Lee Smith (b. 1944)

    Contributing Editor: Anne Jones

    Classroom Issues and Strategies

    There should be little difficulty drawing students into an engagement with "Artists," since the style is accessible and the concerns familiar. The task may rather be in some sense to de-familiarize the story, to complicate what may initially seem to students its self-evident meanings. One way to do this would be to suggest that the conclusion seems to offer a clearcut "solution" to the problems of the story: The narrator rejects her grandmother's "art," accepts Mollie Crews as another kind of artist--an artist of the possible? of the body?--and thus "grows up." Her grandmother's "art" metamorphosizes into children's toys, thus capitulating, in effect, to the "art" of Mollie Crews. The story, "Artists," thus becomes a moral tale of oppositions, of illusion and reality, false art and true, and so on.

    A teacher might then invite students to argue with this claim. What, if anything, feels unsatisfactory about it? What areas of the narrative are not addressed by it? Are there ways in which the story itself contests its own apparently explicit meaning and conclusion? What should we make of such contradictions? On the other hand, those who find the conclusion a satisfactory "kernel" of meaning to take away might be asked to defend their view. Are these two views of the story analogous in some ways to the two views of "art" represented in the story by the grandmother and Mollie Crews? How might such an analogy affect one's sense of the story? And how does the narrator evolve as an "artist" in the terms of the story?

    Major Themes, Historical Perspectives, and Personal Issues

    The title offers a major theme: Artists come in several varieties. How they vary constitutes several related themes. Social class and class mobility, for example, seem to be linked with two different forms of art; Is the grandmother's art of denial and illusion a sign of class pretension and Mollie's art--in her "studio" over Western Auto--a sign of class "authenticity"? If so, does the story reify class (and class stereotypes, such as associating sexuality with the working class) and resist mobility? Or are there other issues involved in the grandmother's aesthetic denials? The third "artist"--the narrator, Jenny--suggests another major theme: a girl's accession to womanhood. Why does she associate it with cutting her hair and kissing Scott? Is her self-described "growing up" only an acceptance of gender expectations?

    Significant Form, Style, or Artistic Conventions

    The narrative strategies seem most interesting here. At which points and why does Jennifer shift the tense of her narration? When, how, and why does her diction shift? A close analysis of the first paragraph will introduce most major themes to students; working as a class to unpack this paragraph could be a good exercise in teaching close analysis. Key images--like the David figure--can also offer students an opportunity to develop those skills.

    Original Audience

    "Artists" appeared first in Redbook and was later collected in Cakewalk. Thus its audience was initially popular and female. This offers the opportunity to discuss the question of high/low culture and its permutations in modernism and postmodernism. How could we "categorize" "Artists," and what are the effects of such categorizations? How does "Artists" take this as its own theme?

    Comparisons, Contrasts, Connections

    "Artists" can be read in several contexts: as an example of Lee Smith's work (this would require outside reading, of course); as a southern story (with Eudora Welty, Flannery O'Connor, Zora Neale Hurston, Alice Walker, and Ernest Gaines, for example, in this anthology); as a story of art and artists (with, for example, Nathaniel Hawthorne's "Artist of the Beautiful" and Alice Walker's "Everyday Use"); and as a contemporary story in its subjects and strategies.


Assignment: Your task is to find every line in the records that holds the string "three" and copy it.

Working data:

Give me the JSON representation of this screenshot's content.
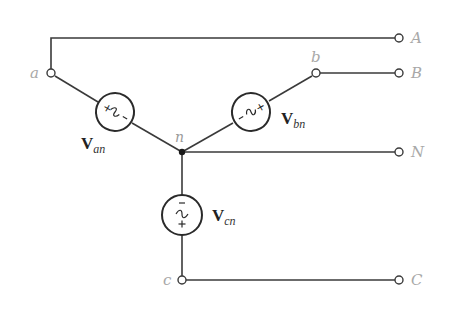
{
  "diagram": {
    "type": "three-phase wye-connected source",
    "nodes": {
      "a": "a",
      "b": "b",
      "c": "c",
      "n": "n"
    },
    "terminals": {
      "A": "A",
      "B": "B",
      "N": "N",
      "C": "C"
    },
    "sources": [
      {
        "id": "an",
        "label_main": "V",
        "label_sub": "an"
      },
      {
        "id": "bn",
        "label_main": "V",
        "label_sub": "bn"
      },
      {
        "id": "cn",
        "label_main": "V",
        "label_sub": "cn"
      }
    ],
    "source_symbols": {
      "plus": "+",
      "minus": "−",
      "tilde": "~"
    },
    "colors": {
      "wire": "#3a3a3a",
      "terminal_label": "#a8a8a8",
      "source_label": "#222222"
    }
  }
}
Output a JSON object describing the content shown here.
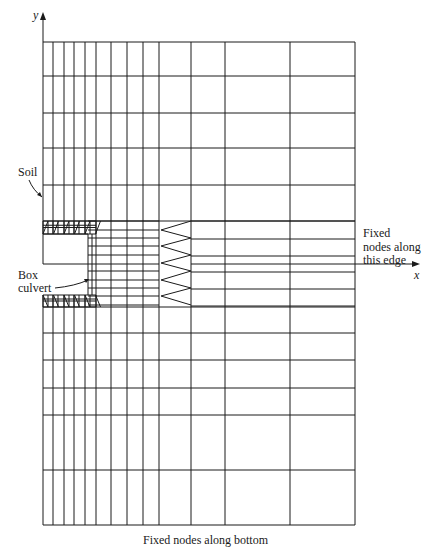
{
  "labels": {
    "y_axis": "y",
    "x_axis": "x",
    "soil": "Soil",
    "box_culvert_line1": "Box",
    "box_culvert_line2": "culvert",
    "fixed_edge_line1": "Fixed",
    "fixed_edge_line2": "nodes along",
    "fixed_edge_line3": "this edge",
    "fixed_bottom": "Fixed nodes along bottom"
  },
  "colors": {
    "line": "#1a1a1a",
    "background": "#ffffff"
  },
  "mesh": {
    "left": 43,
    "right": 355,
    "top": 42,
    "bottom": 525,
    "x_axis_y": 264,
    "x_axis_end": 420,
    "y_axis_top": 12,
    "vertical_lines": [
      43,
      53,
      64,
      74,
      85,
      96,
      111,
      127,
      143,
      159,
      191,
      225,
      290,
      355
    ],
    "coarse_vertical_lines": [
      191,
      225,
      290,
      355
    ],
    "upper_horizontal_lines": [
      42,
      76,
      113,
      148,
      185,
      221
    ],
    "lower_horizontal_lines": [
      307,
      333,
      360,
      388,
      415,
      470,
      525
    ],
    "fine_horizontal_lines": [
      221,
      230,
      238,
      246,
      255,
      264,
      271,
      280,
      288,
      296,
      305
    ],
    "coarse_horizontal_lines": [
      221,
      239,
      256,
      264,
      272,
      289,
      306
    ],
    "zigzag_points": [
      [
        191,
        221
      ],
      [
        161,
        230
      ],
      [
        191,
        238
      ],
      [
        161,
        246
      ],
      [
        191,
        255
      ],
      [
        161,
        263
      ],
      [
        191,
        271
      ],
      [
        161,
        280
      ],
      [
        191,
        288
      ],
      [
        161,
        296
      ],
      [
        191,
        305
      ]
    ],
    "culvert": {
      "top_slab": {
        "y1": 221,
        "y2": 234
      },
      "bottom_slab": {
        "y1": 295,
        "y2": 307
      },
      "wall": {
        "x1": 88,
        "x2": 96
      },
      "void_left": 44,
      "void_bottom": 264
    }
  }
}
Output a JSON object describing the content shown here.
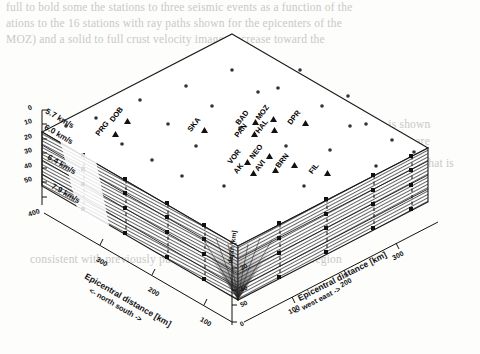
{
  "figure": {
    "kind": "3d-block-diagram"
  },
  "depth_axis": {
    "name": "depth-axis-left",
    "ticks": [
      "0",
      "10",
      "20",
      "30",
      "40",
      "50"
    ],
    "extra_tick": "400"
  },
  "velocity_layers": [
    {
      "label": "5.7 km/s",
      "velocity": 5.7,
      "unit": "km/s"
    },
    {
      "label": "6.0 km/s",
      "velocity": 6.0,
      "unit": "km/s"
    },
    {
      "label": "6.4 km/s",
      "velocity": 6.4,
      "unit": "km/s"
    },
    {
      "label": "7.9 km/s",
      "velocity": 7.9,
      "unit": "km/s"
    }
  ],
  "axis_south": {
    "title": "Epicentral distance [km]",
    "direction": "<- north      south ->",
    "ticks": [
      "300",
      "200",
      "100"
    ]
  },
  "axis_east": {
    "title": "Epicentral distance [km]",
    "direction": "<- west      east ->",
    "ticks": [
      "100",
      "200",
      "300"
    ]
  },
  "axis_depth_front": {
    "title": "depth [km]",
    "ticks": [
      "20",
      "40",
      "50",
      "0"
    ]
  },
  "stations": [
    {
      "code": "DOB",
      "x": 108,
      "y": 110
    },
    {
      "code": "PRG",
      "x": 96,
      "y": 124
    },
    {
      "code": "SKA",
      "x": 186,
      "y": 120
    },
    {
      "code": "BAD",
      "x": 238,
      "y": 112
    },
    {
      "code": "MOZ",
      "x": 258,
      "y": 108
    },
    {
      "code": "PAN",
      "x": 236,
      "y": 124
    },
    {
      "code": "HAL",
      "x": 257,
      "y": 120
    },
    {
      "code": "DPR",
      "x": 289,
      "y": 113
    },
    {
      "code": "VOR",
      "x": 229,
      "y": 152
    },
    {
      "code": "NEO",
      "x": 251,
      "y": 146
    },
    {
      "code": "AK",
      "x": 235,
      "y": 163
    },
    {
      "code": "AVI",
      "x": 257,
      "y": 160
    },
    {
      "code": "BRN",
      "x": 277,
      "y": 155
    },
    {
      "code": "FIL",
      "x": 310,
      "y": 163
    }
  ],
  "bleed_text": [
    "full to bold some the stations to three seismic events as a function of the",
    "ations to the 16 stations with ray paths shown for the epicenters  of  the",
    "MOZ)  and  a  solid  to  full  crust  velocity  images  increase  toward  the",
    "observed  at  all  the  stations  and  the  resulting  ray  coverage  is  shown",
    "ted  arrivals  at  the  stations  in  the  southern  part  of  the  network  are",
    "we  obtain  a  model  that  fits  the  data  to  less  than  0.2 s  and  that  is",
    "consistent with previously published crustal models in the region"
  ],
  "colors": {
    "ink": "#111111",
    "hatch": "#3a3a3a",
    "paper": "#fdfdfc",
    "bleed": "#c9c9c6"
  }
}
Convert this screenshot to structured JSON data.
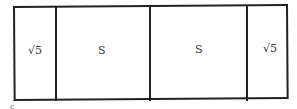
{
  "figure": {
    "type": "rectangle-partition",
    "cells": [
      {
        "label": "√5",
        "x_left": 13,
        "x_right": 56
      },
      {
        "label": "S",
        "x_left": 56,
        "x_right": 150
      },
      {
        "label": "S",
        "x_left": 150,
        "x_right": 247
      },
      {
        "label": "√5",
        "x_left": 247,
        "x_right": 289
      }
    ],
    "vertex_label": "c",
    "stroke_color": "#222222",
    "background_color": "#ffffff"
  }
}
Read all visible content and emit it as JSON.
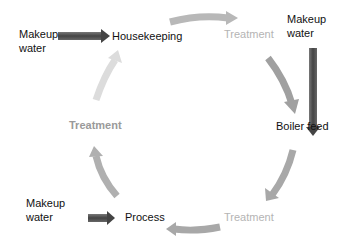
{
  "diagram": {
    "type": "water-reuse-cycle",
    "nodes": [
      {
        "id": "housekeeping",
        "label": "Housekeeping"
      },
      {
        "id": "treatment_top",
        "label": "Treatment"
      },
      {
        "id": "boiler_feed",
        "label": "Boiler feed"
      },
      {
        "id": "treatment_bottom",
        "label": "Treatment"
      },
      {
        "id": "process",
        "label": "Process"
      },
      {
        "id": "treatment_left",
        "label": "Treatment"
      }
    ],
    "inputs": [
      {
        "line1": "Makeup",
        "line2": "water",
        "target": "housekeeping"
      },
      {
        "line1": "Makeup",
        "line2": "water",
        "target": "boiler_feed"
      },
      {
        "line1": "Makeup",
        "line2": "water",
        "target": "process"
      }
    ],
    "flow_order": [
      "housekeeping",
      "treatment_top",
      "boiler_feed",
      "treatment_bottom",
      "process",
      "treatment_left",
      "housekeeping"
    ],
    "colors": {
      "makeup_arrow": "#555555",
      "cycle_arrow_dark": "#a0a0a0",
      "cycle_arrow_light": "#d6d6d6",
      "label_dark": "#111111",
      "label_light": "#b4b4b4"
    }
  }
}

...

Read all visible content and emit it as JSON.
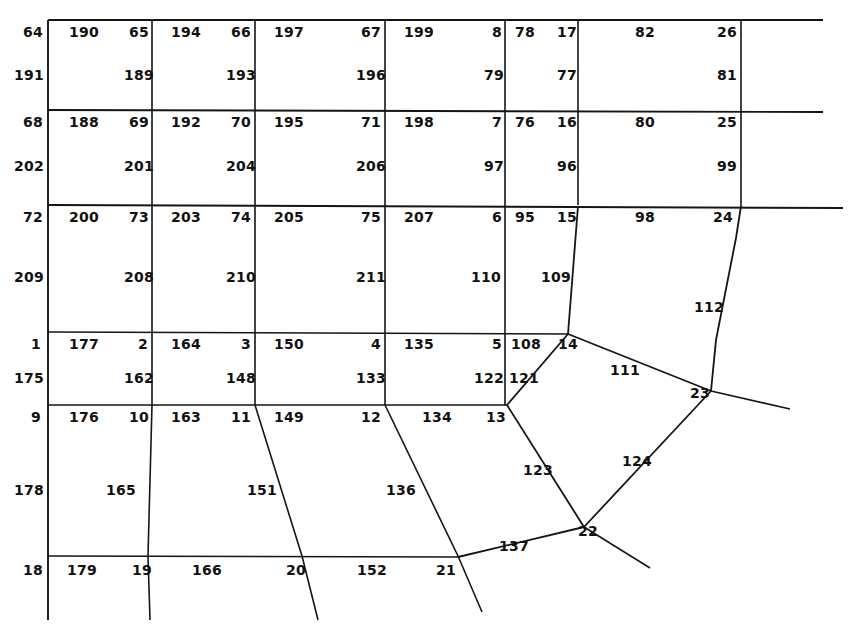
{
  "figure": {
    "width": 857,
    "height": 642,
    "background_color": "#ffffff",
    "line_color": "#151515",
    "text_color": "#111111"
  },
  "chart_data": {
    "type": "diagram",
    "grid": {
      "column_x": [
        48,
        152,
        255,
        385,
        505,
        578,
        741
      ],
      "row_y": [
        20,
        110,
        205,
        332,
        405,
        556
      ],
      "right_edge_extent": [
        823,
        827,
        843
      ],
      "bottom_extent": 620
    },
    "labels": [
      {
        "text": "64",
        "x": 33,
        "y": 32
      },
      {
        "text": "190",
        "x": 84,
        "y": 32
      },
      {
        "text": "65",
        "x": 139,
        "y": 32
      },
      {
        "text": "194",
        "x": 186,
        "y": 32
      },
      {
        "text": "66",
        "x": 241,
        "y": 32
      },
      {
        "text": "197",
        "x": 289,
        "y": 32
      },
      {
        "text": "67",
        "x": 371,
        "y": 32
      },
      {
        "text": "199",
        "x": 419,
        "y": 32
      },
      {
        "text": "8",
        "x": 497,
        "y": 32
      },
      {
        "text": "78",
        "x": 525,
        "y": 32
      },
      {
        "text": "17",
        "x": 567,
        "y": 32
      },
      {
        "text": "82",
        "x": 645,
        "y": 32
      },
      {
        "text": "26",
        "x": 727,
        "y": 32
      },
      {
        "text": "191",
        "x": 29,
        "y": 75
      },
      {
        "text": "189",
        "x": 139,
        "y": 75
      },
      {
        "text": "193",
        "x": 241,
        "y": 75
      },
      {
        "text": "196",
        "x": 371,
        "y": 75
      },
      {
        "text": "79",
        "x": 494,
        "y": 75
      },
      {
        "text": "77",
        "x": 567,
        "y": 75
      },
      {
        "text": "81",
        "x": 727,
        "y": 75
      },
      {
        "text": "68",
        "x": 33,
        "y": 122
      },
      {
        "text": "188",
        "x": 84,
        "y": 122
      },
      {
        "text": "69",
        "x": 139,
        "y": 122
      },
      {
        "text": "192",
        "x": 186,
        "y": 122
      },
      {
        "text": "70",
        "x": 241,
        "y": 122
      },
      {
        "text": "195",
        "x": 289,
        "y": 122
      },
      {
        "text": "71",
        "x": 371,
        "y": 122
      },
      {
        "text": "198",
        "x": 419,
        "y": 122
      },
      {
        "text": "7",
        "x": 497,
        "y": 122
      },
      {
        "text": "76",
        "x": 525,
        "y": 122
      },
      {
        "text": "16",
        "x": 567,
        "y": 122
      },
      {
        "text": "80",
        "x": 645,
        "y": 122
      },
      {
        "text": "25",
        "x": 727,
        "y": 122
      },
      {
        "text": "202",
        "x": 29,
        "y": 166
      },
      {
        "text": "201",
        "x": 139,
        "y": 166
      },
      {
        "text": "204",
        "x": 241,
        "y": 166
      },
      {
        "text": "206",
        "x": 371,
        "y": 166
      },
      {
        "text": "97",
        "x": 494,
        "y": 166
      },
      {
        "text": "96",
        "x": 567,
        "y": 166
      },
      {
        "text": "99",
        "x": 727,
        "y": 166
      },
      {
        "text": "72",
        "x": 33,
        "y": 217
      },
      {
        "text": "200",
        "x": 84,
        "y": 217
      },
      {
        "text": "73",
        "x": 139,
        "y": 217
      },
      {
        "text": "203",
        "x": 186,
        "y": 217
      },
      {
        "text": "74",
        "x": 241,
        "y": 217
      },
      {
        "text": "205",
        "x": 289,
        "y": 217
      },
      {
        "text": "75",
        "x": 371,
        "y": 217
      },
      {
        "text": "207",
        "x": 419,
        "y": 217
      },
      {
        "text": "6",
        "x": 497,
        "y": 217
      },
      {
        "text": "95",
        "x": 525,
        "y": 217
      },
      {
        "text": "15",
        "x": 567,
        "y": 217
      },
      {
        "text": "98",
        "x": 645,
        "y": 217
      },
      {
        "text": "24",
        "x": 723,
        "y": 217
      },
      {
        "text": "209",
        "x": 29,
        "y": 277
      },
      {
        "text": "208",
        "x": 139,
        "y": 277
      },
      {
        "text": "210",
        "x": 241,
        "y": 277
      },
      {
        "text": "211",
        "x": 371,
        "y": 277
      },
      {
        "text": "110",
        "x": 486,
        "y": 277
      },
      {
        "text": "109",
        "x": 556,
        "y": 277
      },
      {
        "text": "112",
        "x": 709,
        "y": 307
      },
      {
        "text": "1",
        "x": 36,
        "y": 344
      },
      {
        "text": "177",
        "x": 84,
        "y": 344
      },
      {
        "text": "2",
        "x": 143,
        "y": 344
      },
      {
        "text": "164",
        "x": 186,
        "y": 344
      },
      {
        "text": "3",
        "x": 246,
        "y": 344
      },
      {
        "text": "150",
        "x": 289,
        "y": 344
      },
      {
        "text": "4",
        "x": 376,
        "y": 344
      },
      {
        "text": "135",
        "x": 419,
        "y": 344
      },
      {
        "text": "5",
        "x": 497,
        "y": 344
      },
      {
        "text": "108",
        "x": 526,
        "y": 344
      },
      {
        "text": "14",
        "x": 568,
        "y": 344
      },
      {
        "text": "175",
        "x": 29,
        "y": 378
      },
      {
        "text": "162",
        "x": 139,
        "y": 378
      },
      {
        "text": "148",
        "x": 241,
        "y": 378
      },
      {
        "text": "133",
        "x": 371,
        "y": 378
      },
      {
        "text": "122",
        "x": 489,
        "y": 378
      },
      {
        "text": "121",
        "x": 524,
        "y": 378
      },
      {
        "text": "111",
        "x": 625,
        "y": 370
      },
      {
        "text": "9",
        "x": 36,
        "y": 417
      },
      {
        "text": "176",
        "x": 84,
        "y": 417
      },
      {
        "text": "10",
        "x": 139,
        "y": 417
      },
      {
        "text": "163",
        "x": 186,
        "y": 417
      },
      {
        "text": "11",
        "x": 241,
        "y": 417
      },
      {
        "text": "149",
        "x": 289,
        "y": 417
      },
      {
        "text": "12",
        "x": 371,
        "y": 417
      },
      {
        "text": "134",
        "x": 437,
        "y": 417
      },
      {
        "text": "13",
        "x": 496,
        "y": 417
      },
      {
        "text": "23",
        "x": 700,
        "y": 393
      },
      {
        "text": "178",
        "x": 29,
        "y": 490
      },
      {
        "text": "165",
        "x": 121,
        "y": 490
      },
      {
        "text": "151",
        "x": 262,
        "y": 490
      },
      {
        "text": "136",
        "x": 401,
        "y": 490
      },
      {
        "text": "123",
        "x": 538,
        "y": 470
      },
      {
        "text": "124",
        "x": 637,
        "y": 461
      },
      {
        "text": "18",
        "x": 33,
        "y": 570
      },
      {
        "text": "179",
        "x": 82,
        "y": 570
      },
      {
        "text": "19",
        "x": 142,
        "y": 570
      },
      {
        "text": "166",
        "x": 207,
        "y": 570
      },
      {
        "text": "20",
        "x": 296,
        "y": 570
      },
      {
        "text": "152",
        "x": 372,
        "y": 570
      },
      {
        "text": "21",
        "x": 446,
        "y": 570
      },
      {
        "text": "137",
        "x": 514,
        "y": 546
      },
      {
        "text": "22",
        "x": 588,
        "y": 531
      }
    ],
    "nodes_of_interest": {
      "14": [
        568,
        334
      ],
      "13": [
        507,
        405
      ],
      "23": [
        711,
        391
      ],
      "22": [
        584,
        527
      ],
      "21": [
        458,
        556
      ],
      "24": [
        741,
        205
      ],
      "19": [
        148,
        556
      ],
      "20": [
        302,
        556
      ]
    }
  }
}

Response:
    "type": "three-phase wye-connected source",
    "full to bold some the stations to three seismic events as a function of the",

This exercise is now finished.